Matt Wagner wrote:
On Mon, Dec 16, 2013 at 2:14 AM, Michael Rathbun <[email protected]
<mailto:[email protected]>> wrote:
>
> 64.61.140.162 <http://64.61.140.162>: total: 11328 avgint: 1
>
> hmm...
I used to get a bunch of these. I'm not quite sure what causes it, but it's
annoying.
Some might have been a bunch of people using NAT, but in other cases it looked
like it was a single client querying me once a second.
I used to pretty aggressively seek these things out and block them in iptables,
but
I eventually concluded that it was pointless.
I think it is a badly written client that behaves like this (sending a request
every second)
when it does not get a reply. It may be that your replies (and probably
everyone's replies)
are blocked by a wrongly configured firewall at his end, and the client
infinitely re-tries.
I have seen this behaviour back when I was still running a pool server on IPv4.
I enabled
rate-limiting and KOD that caused clients polling once every 15 seconds or more
often,
and found that as a result I got some clients that polled every second.
Resetting the blocks
made them stop doing that. Apparently the rate-limiting mistriggered (maybe
because of
an initial burst?), KOD was not implemented, and the fact that I ignored the
polls just made
them send more often.
I concluded that filtering, rate-limiting and KOD are not suitable mechanisms
to fend of
badly written or badly configured clients.
Right now I only run an IPv6 pool server, and I don't see this problem now.
Probably there
are not so many badly written NTP clients that support IPv6. At least for now.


**Requirement**
In the entries below, find the line with "The image size is (1258, 675)." and the line with "The width and height of the screenshot is (786, 359).". Reproduce those two lines and every line between them exactly, and nothing more.

**Extracted entries**
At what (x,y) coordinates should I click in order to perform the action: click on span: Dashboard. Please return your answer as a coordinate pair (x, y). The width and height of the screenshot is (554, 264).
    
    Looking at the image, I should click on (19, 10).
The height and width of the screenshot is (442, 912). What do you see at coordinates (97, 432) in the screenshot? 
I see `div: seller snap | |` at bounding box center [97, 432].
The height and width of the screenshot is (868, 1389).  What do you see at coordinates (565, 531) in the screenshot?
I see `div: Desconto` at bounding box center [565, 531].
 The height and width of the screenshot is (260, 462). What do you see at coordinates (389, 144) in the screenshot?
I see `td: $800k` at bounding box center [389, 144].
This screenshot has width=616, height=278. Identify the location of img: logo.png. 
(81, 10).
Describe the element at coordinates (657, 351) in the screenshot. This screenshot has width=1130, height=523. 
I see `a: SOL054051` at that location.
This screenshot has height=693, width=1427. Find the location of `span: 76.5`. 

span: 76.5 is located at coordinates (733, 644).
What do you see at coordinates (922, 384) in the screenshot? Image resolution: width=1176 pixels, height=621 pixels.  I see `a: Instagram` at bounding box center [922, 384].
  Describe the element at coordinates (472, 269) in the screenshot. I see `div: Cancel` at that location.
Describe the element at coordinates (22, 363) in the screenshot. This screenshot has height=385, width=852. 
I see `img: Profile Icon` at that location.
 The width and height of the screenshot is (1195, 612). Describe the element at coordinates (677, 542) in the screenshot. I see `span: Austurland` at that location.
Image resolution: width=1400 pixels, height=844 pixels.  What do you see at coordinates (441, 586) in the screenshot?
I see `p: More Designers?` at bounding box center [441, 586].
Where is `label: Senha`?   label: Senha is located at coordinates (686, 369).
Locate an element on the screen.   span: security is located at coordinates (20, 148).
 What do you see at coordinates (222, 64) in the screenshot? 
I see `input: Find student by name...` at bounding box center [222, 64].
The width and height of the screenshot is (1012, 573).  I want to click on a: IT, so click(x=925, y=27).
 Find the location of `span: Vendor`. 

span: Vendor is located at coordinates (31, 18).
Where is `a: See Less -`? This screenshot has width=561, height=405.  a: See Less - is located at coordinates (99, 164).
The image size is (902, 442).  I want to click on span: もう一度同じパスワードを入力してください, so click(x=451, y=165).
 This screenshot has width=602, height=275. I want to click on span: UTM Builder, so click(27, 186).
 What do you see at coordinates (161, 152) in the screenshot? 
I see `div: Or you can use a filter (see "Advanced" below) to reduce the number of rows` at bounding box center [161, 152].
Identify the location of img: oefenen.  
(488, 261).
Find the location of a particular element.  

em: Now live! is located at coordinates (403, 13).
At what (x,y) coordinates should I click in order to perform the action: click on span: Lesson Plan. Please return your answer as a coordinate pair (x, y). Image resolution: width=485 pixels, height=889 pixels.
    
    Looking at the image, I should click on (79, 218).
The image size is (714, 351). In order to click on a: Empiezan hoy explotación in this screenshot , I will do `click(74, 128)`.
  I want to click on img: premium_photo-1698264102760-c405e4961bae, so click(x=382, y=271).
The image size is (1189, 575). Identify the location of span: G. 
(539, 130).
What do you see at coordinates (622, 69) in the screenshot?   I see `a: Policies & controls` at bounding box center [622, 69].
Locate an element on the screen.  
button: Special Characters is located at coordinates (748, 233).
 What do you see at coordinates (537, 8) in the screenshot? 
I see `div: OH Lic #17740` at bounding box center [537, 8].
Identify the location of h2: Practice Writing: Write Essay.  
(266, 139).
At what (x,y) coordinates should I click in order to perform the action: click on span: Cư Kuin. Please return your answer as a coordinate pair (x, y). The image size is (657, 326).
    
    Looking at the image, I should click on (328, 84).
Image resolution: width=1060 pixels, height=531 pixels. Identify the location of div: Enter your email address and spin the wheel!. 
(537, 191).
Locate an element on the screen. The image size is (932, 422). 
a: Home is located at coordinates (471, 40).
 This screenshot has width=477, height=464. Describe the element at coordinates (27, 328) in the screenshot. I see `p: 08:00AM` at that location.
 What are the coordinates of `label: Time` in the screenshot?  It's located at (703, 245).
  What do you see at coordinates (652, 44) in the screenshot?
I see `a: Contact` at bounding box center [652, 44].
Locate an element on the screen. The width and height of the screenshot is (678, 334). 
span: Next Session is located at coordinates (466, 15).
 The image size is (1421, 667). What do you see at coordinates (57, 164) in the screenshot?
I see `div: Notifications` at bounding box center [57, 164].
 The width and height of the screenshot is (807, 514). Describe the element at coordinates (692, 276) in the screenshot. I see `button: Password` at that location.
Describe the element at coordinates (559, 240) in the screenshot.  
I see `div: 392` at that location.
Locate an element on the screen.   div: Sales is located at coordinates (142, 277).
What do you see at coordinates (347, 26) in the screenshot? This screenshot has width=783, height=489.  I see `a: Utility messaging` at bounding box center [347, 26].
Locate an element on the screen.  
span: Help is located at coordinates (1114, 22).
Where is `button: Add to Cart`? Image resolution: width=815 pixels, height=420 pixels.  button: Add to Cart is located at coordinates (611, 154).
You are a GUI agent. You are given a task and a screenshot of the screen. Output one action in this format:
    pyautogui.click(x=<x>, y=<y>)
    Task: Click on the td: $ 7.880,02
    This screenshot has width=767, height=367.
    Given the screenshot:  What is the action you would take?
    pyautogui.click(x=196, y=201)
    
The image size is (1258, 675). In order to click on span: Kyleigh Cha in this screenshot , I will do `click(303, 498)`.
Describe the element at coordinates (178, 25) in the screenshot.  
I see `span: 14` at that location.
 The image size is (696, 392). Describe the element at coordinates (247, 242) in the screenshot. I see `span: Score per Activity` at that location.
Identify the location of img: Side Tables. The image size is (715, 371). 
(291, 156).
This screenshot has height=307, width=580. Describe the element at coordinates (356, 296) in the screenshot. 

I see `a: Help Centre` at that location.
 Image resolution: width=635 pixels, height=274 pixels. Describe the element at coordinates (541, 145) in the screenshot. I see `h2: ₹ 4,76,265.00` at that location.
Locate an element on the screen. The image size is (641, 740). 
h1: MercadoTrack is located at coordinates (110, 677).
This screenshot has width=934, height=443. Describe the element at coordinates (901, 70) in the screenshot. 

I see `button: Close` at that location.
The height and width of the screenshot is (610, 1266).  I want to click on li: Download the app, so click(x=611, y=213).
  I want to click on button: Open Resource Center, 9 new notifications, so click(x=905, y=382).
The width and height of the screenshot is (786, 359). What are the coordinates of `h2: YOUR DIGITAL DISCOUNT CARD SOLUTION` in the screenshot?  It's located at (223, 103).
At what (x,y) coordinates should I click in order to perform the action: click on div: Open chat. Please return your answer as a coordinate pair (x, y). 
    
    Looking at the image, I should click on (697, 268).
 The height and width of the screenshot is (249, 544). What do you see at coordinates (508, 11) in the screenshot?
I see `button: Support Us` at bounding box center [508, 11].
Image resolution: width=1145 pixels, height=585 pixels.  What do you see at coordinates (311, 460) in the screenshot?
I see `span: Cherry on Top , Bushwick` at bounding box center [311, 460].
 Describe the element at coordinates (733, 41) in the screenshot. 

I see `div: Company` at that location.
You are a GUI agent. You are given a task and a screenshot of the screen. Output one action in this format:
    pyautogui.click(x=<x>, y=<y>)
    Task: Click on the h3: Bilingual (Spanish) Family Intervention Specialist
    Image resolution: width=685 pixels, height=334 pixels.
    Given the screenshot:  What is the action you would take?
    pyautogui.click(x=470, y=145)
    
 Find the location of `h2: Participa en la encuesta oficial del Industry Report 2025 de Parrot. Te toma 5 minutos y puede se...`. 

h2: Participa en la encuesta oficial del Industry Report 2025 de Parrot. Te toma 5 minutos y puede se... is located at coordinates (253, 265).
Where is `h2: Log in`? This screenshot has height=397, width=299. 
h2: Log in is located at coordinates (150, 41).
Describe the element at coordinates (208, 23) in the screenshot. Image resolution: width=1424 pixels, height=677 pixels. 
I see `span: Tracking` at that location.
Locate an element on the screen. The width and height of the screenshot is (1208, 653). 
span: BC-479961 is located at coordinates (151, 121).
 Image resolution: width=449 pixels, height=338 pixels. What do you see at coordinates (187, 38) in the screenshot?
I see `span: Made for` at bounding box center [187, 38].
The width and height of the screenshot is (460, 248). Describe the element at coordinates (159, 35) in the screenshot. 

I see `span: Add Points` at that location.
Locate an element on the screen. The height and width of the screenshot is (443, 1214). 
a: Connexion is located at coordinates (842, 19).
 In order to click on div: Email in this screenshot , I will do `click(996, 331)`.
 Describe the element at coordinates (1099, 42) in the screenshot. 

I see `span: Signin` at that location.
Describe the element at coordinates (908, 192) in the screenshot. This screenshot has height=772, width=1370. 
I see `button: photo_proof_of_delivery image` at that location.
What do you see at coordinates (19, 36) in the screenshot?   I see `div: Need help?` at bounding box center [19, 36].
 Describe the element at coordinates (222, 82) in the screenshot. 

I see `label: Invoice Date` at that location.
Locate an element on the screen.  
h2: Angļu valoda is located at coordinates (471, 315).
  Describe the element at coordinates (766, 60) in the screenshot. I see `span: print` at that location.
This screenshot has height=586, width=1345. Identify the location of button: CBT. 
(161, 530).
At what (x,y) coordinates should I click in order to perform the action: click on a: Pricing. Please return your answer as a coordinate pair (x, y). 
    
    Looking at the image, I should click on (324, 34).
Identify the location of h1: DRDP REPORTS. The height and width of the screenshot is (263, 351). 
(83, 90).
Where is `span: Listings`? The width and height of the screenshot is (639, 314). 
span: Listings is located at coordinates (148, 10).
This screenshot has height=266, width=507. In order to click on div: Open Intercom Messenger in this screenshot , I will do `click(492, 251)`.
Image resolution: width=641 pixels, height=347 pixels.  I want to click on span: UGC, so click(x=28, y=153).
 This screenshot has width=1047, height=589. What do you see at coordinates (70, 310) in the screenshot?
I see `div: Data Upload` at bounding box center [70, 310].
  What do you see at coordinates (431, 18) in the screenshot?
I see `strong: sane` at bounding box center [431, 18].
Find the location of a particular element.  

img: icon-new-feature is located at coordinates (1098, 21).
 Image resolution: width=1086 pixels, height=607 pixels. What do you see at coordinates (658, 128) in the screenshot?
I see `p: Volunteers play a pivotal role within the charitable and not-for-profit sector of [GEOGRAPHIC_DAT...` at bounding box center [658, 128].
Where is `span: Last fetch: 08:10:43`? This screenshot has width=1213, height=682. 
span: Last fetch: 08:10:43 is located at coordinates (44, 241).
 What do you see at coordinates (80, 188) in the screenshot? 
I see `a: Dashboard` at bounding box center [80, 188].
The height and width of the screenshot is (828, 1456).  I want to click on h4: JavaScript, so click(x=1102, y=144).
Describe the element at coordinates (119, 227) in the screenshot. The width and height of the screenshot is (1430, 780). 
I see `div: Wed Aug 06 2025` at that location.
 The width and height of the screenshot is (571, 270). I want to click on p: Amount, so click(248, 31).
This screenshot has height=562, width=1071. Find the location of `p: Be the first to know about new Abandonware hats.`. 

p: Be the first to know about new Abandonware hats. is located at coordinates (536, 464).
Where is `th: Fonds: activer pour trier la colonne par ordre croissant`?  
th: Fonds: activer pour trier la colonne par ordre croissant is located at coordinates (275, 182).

**Answer for this exercise**
The image size is (1258, 675). In order to click on span: Kyleigh Cha in this screenshot , I will do `click(303, 498)`.
Describe the element at coordinates (178, 25) in the screenshot.  
I see `span: 14` at that location.
 The image size is (696, 392). Describe the element at coordinates (247, 242) in the screenshot. I see `span: Score per Activity` at that location.
Identify the location of img: Side Tables. The image size is (715, 371). 
(291, 156).
This screenshot has height=307, width=580. Describe the element at coordinates (356, 296) in the screenshot. 

I see `a: Help Centre` at that location.
 Image resolution: width=635 pixels, height=274 pixels. Describe the element at coordinates (541, 145) in the screenshot. I see `h2: ₹ 4,76,265.00` at that location.
Locate an element on the screen. The image size is (641, 740). 
h1: MercadoTrack is located at coordinates (110, 677).
This screenshot has width=934, height=443. Describe the element at coordinates (901, 70) in the screenshot. 

I see `button: Close` at that location.
The height and width of the screenshot is (610, 1266).  I want to click on li: Download the app, so click(x=611, y=213).
  I want to click on button: Open Resource Center, 9 new notifications, so click(x=905, y=382).
The width and height of the screenshot is (786, 359). What are the coordinates of `h2: YOUR DIGITAL DISCOUNT CARD SOLUTION` in the screenshot?  It's located at (223, 103).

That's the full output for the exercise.